Traceless helps organizations eliminate the most common attack vectors before they can be exploited:

  • Identity-verified, secure communication ensures that sensitive requests, such as financial approvals, password resets, or vendor access, are verified beyond easily spoofed email and phone methods.
  • Protection against help desk phishing attacks by requiring secure, authenticated channels for IT support interactions, ensuring that password resets and access approvals cannot be manipulated through voice phishing or impersonation.
  • Self-destructing messages and files remove persistent data trails that adversaries rely on for network infiltration.
  • Zero-trust authentication for high-risk interactions ensures that every request is verified against real-time identity markers rather than assumed credentials.

By reducing reliance on traditional email and voice-based verification methods—both of which are increasingly vulnerable to AI-driven impersonation—Traceless helps organizations close the social engineering loopholes that attackers exploit most.

Looking Ahead: The Cyber Threats of 2025 and How We Stay Ahead

The findings in CrowdStrike’s 2025 report might seem overwhelming. The idea that an attacker can move through your network in under a minute, that deepfakes can trick employees into wiring millions of dollars, or that AI-generated phishing emails are more effective than ever—it’s unsettling. Cybercriminals are moving fast, and their tools are getting better every day.
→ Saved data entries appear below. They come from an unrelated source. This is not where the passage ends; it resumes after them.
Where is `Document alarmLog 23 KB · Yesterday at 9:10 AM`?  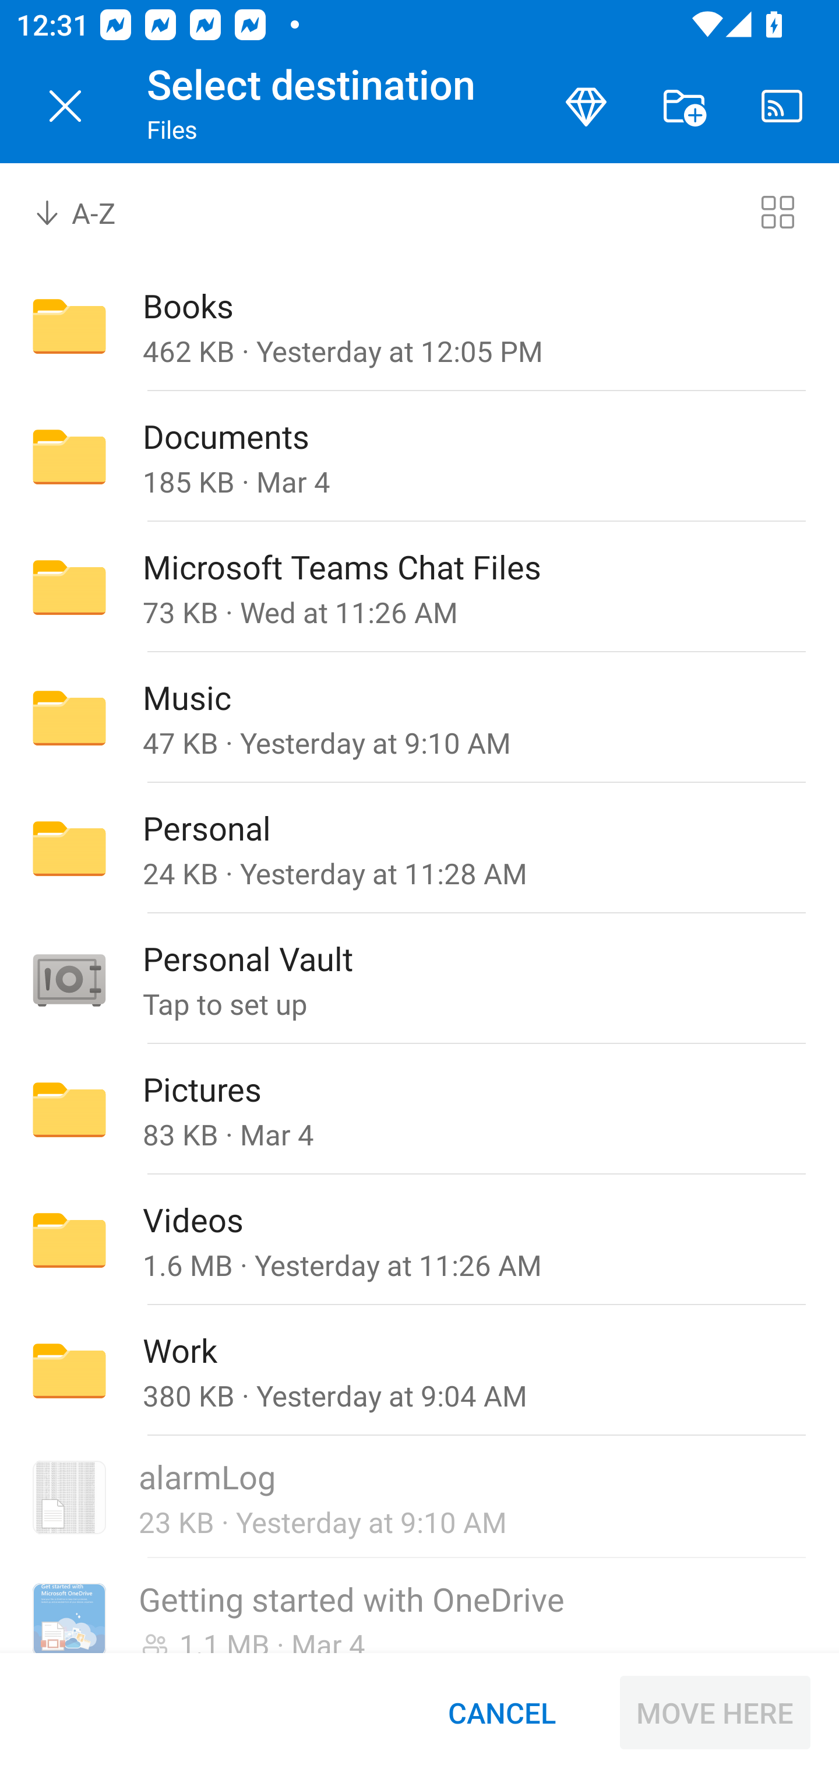
Document alarmLog 23 KB · Yesterday at 9:10 AM is located at coordinates (420, 1498).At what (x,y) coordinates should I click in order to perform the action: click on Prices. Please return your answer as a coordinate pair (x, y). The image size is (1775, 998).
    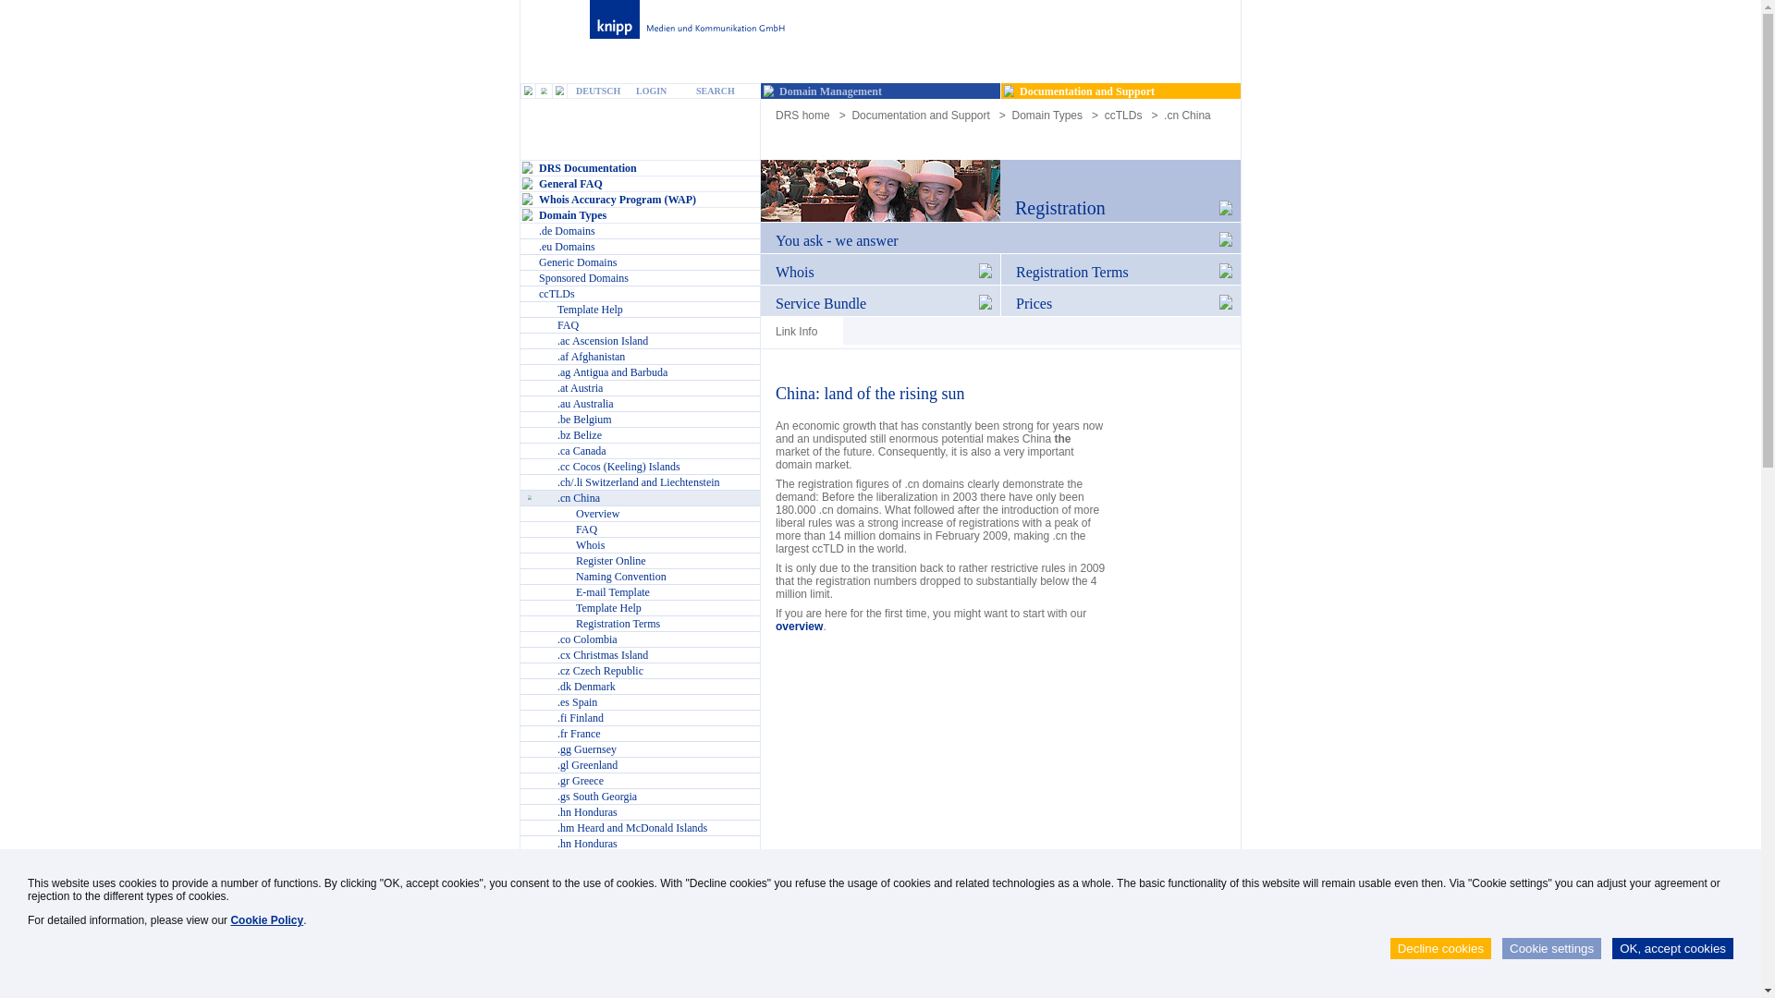
    Looking at the image, I should click on (1121, 312).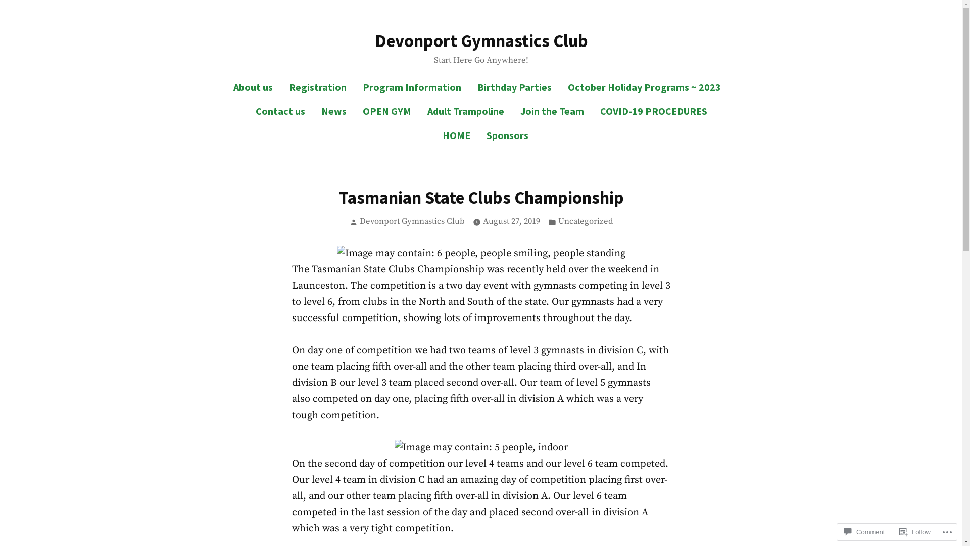 The width and height of the screenshot is (970, 546). What do you see at coordinates (503, 135) in the screenshot?
I see `Sponsors` at bounding box center [503, 135].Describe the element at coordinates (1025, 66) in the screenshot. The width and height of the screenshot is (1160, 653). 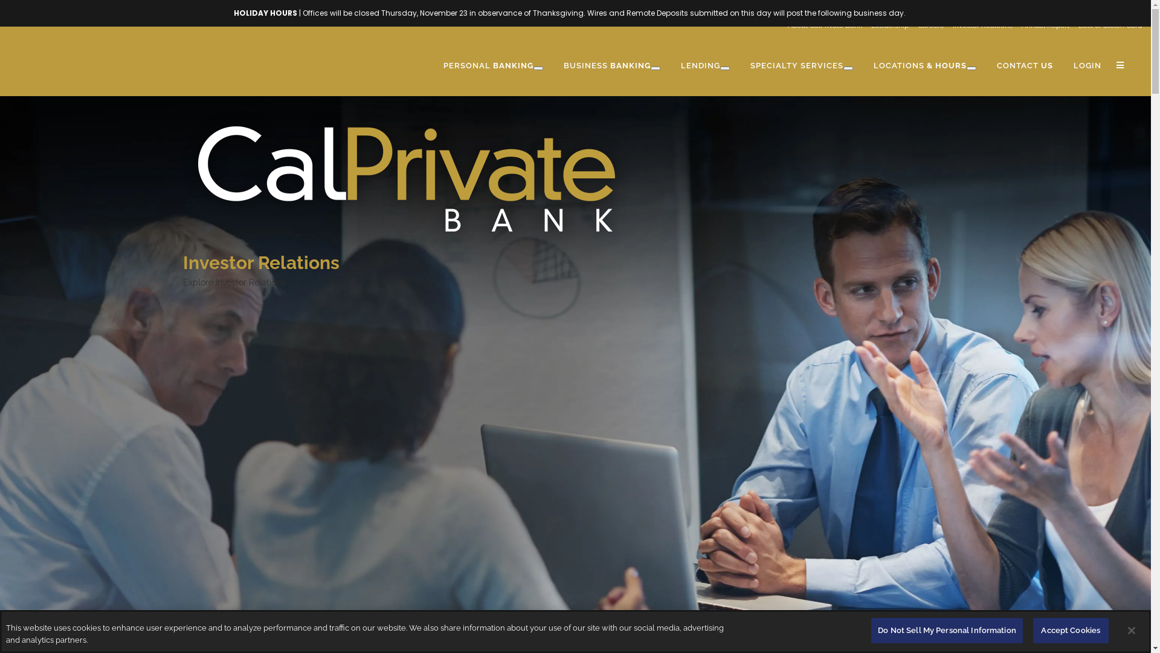
I see `CONTACT US` at that location.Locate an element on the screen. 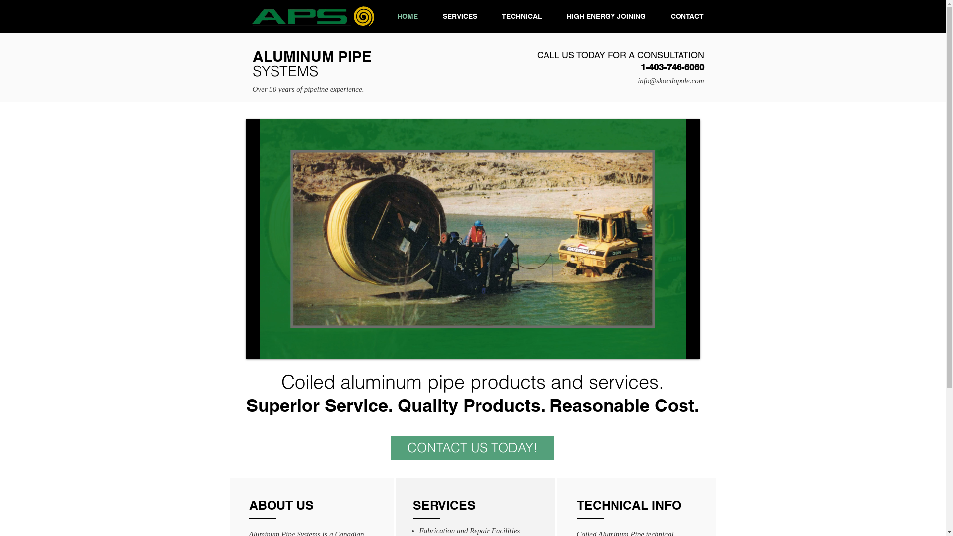  HIGH ENERGY JOINING is located at coordinates (606, 16).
But here’s the good news: we can move faster.

Every major shift in the cybersecurity landscape comes with an opportunity to adapt. The tactics outlined in this report aren’t unstoppable. They rely on gaps in verification, trust, and communication—gaps that we can close. By taking proactive steps now, organizations can significantly reduce their risk, making it harder for attackers to succeed.

That’s why the future of security isn’t just about detecting threats—it’s about denying them the opportunity in the first place. When sensitive requests are verified through a secure, identity-confirmed channel, when critical data self-destructs after use, and when businesses stop relying on outdated email and voice authentication, social engineering becomes far less effective.

The cybersecurity world is changing fast, but we don’t have to fall behind. By shifting our approach now, we can stay ahead of the next wave of threats and create a safer, more resilient way to communicate and protect our organizations.

To see how Traceless can help secure your organization against modern threats, schedule a demo today.